Editorial | The Pfizer case and slowpoke justice
The huge awards, in Jamaican terms, demanded by the Jamaican firms Lasco Distributors and Medimpex Ltd from the global pharmaceutical giant, Pfizer, have understandably, generated significant interest in the final leg of their patent case, which Pfizer lost. It has the elements of a classic David and Goliath battle as well as a juicy business thriller, with cash sloshing around at the end.
Indeed, the prospect of Justice Viviene Harris awarding the publicly listed Lasco the US$311 million (J$39.6 billion) plus interest or anything near that sum, in damages for loss of sales during the five years when it was barred from selling its generic blood pressure drug, is likely to be causing much salivation among stockholders. Not only would the company's stocks rise on the market, but you can expect calls for directors to make a big distribution for shareholders to benefit from the windfall.
Medimpex's demand is a mere four per cent of Lasco's. But extraordinary inflow of US$11.5 million (J$1.5 billion) would no doubt, have substantial impact on the balance sheet of a relatively small company.
But beyond the possible effect on the bottom lines of the two Jamaican companies involved, the case again underlines an important issue to which the Jamaican authorities need to pay attention and move quickly to resolve: the slow pace at which business disputes are resolved in the island's courts.
The case involved the Pfizer drug for hypertension, Norvasc (Amlodipine besylate) and whether the Jamaican firm violated its patent when it started selling generic versions of the drug in the early 2000s. Pfizer, through a local lawyer, applied for a Jamaican patent for Amlodipine besylate in 1992, which was granted in 2002 a whole decade later. The reason for that delay is not clear, but it is a matter that is still worthy of exploration to ensure that, what, on the face of it, appears to have been a lingering crawl is not the norm for this kind of undertaking. It is certainly not good advertisement for a country keen on attracting investment.
Armed with its patent, Pfizer, in 2005, obtained court injunctions against Lasco, Medimpex as well as a third company, which immediately halted the sale of its generic drug and, unlike the other two, didn't bother to challenge Pfizer. That injunction remained in place until 2012.
The problem for Pfizer is that courts, including the Privy Council in the UK, held that under Jamaica's patent law, the pharmaceutical powerhouse had no patent to infringe. The issues is that in the event of a person or company holding patents in multiple countries for the same invention/innovation, it loses the right to receive one in Jamaica once the first of the foreign patents has expired. In the case of Amlodipine besylate/ Norvasc, its patent had expired in 1997, five years before it purportedly acquired one in Jamaica.
straightforward on surface
All this seems pretty straightforward. But it will have been a dozen years since Pfizer acquired its injunction when Justice Harris is expected to present her findings on damages later this week. The substantive matter reached the courts in 2009, four years after the injunction. The Jamaican firms won.
Pfizer appealed and the first two hearings were on March 2 and 3, 2010. According to the appeal court ruling, the next session was two years later, on May 31, 2012. Pfizer lost again. The case reached to the Privy Council, and that same year that court ruled against Pfizer. It is now another three years on.
We see this in the context of Jamaica's position of 75 of 138 countries in the Global Competitiveness Report. While Jamaica is ranked 35 for judicial independence and 45 for the enforcement of property rights, it is 70th with regard to the efficiency with which it settles legal disputes and 73rd on how efficiently government regulations can be challenged. The long time in settling disputes such as the Pfizer cases doesn't allow for corporate certainty, which affects investment decision, which, notwithstanding the occasional big payout for firms, is not good for the economy.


Exercise description: An exact copy of the data below is needed; please leave out any pictures.

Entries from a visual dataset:
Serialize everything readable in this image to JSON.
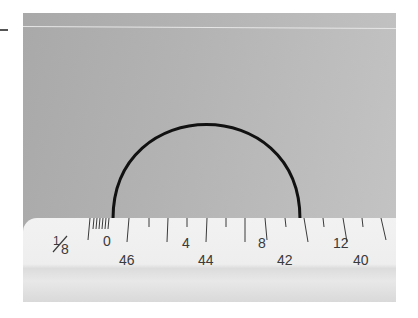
{
  "scene": {
    "description": "Photograph of a black semicircular wire resting on a white ruler against a gray background",
    "colors": {
      "background": "#b5b5b5",
      "ruler": "#efefef",
      "arc": "#111111",
      "markings": "#3a3a3a"
    }
  },
  "ruler": {
    "fraction_label": "1/8",
    "fraction_num": "1",
    "fraction_den": "8",
    "top_scale": [
      "0",
      "4",
      "8",
      "12"
    ],
    "bottom_scale": [
      "46",
      "44",
      "42",
      "40"
    ]
  }
}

Task result:
Serialize everything readable in this image to JSON.
{
  "scene": {
    "description": "Photograph of a black semicircular wire resting on a white ruler against a gray background",
    "colors": {
      "background": "#b5b5b5",
      "ruler": "#efefef",
      "arc": "#111111",
      "markings": "#3a3a3a"
    }
  },
  "ruler": {
    "fraction_label": "1/8",
    "fraction_num": "1",
    "fraction_den": "8",
    "top_scale": [
      "0",
      "4",
      "8",
      "12"
    ],
    "bottom_scale": [
      "46",
      "44",
      "42",
      "40"
    ]
  }
}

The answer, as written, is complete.